January 25, 2023 | 00:00
MANILA, Philippines — The government will borrow 200 billion pesos from the domestic debt market next month as interest rates continue to fall for short- and long-term securities.
In a memorandum to all eligible brokers in government securities issued yesterday, the Treasury Office said it would auction 15 billion pesos each in treasury bills for the three Mondays in February. The other will take place on January 30.
Short-term treasury bills will be offered at 5 billion pesos each with benchmark terms of 91, 182 and 364 days. The total treasury bills to be offered will be 60 billion pesos.
For long-term debt securities, the Treasury plans to raise 35 billion pesos each in treasury bills for three Tuesdays in February and one on January 31, for a total of 140 billion pesos.
The proposed T-bonds will have respective maturities of 13, 5, 3 and 10 years.
The February borrowing program is identical to the opening salvo of 200 billion pesos for 2023.
However, the January program was increased to 212.4 billion pesos as the Treasury decided to grant more following lower interest rates demanded by investors.
This month, the Treasury raised 58.4 billion pesos in treasury bonds and granted 154 billion pesos in treasury bonds.
Interest rates are expected to decline in 2023 as local and global inflation also declines.
Last year, inflation stood at 5.8%, but is expected to ease in the coming months. The Cabinet-level Development Budget Coordinating Committee said inflation would moderate to 2.5-4.5% in 2023 as global oil prices begin to stabilize.
In yesterday’s latest auction for January, the Treasury fully allocated 35 billion pesos for the 10-year reissued treasury bills on offer with a remaining life of nine years and seven months.
10-year Treasury bonds averaged 5.913%, down 23.1 basis points from the BVAL benchmark rate of 6.144%, which is the norm for securities.
Rates went from a low of 5.749% to a high of just 5.99%. The average rate was also significantly lower than the coupon rate of 6.75% when the Treasury bills were first issued in September last year.
At that time, the Treasury also raised 35 billion pesos but the rates were higher at 6.703%.
Demand for the securities attracted P93.696 billion, oversubscribing the auction by 2.68 times.
Bids fell slightly by 6% from 99.311 billion pesos on the original issue date. It also slipped 30% week over week.
The latest offer has an expiration date of September 15, 2032.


--- YOUR ASSIGNMENT ---
All lines of the records below that contain the word "Unique" must be listed.

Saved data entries
- - - - -

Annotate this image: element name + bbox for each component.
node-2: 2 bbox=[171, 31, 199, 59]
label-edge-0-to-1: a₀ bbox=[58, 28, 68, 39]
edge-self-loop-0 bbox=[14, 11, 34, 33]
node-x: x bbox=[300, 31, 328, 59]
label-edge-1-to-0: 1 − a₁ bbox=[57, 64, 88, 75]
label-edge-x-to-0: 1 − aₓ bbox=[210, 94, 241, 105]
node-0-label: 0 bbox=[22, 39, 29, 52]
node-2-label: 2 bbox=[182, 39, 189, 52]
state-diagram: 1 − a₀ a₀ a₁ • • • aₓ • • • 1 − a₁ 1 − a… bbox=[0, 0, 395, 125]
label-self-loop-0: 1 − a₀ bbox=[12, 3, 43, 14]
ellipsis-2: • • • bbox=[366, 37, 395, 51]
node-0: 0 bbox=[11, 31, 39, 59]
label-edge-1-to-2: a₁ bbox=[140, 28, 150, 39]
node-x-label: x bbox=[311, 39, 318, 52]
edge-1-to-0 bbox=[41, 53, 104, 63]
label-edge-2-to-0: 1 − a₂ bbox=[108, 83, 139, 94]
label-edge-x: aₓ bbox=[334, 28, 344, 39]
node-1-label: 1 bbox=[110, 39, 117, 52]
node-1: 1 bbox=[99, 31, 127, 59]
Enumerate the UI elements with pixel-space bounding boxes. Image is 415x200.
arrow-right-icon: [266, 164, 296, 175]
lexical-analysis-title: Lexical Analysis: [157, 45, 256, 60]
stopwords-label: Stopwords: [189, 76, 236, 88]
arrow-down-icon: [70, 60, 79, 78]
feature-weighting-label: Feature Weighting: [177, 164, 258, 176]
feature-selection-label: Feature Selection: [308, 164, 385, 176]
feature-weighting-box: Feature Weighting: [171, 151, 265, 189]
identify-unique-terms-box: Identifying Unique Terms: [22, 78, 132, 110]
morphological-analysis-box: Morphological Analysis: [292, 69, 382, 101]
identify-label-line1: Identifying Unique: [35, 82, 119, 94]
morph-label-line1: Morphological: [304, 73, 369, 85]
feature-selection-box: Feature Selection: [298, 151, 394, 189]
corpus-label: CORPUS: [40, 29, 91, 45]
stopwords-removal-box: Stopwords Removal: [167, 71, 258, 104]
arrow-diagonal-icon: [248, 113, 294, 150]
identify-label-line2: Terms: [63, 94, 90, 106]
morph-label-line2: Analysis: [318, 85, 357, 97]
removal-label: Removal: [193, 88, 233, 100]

- - - - -

--- RESPONSE BELOW ---
identify-unique-terms-box: Identifying Unique Terms: [22, 78, 132, 110]
identify-label-line1: Identifying Unique: [35, 82, 119, 94]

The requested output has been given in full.